What to do – From the line that contains "This screenshot has width=550, height=309." through the end of the records below, write out each line exactly as it appears, but not the pictures.

Information supplied –

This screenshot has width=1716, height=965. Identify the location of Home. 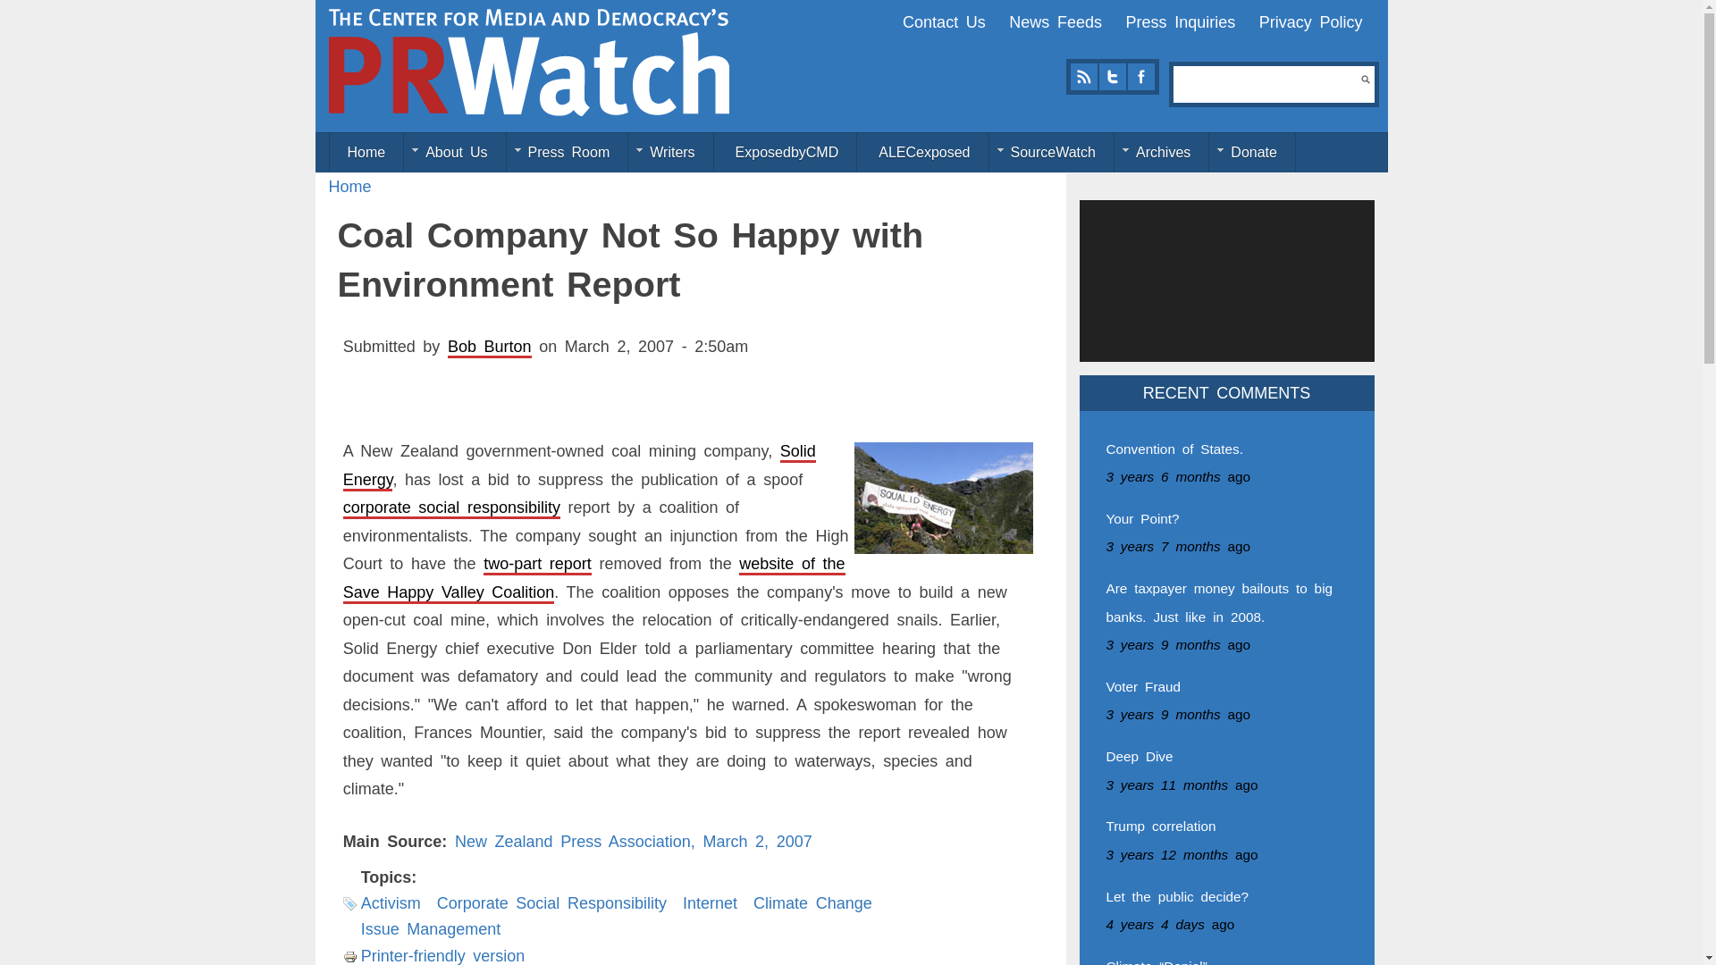
(529, 62).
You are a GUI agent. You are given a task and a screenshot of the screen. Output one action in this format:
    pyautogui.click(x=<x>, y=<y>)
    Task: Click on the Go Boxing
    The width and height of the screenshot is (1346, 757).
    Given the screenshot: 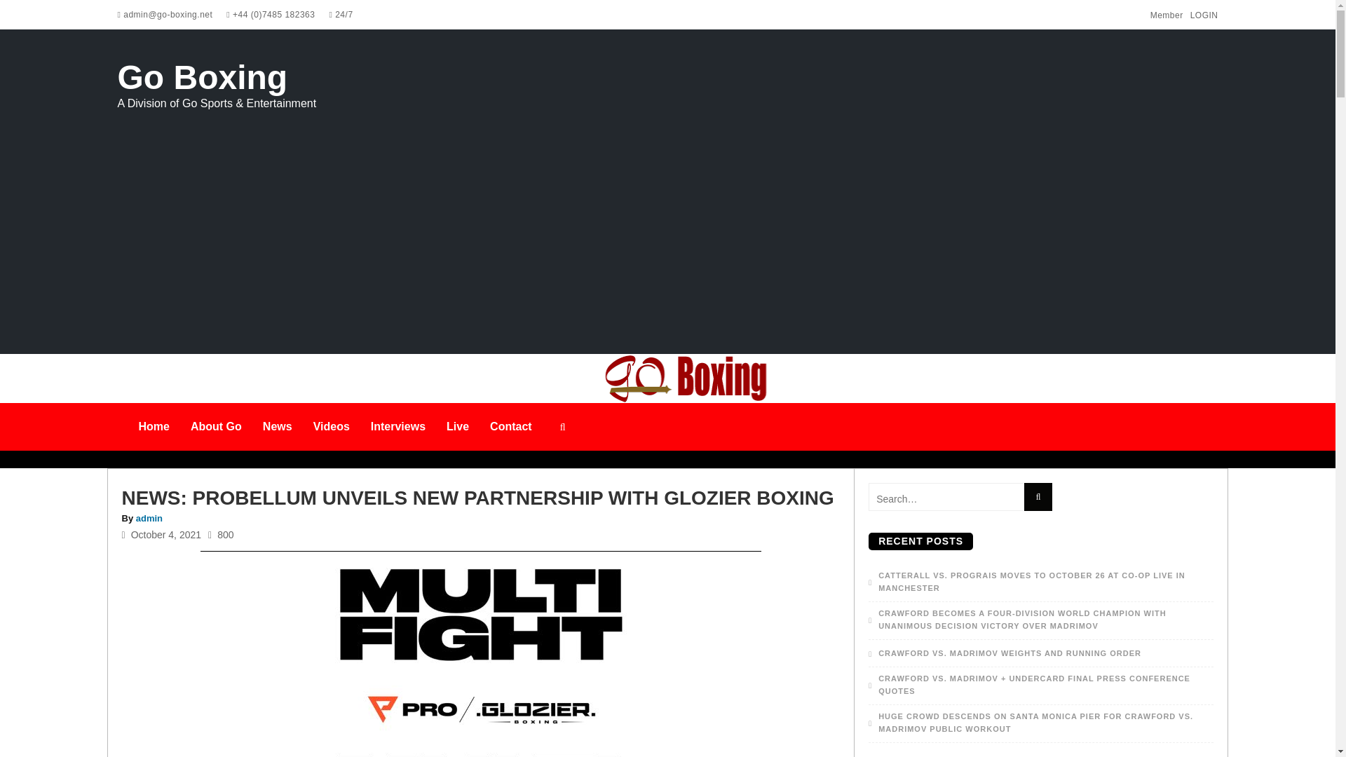 What is the action you would take?
    pyautogui.click(x=203, y=85)
    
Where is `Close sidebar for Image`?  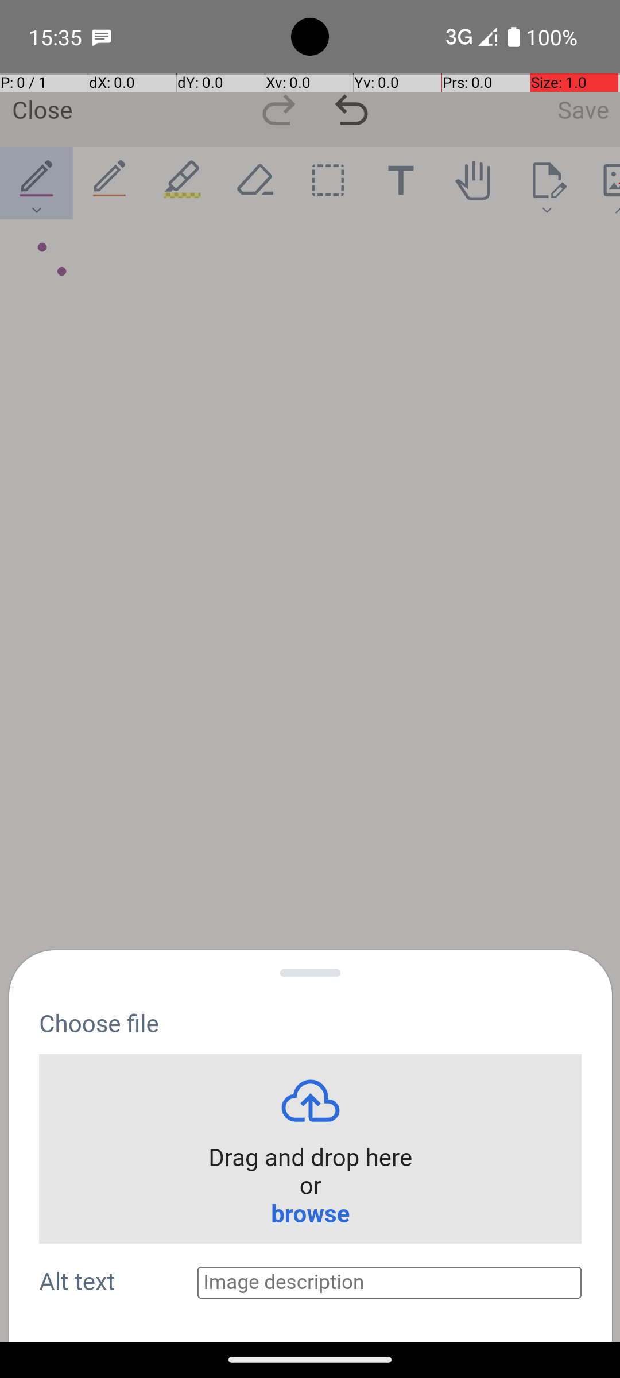 Close sidebar for Image is located at coordinates (311, 958).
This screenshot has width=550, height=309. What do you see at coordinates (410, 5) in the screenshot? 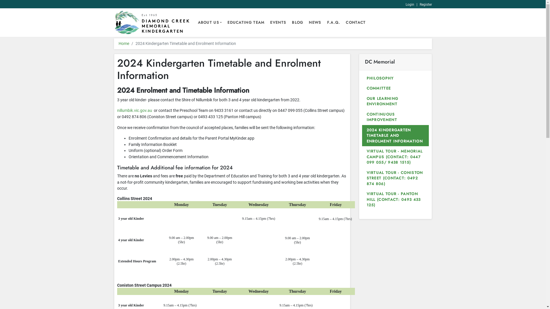
I see `Login` at bounding box center [410, 5].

Exercise solution –
This screenshot has width=550, height=309. What do you see at coordinates (410, 5) in the screenshot? 
I see `Login` at bounding box center [410, 5].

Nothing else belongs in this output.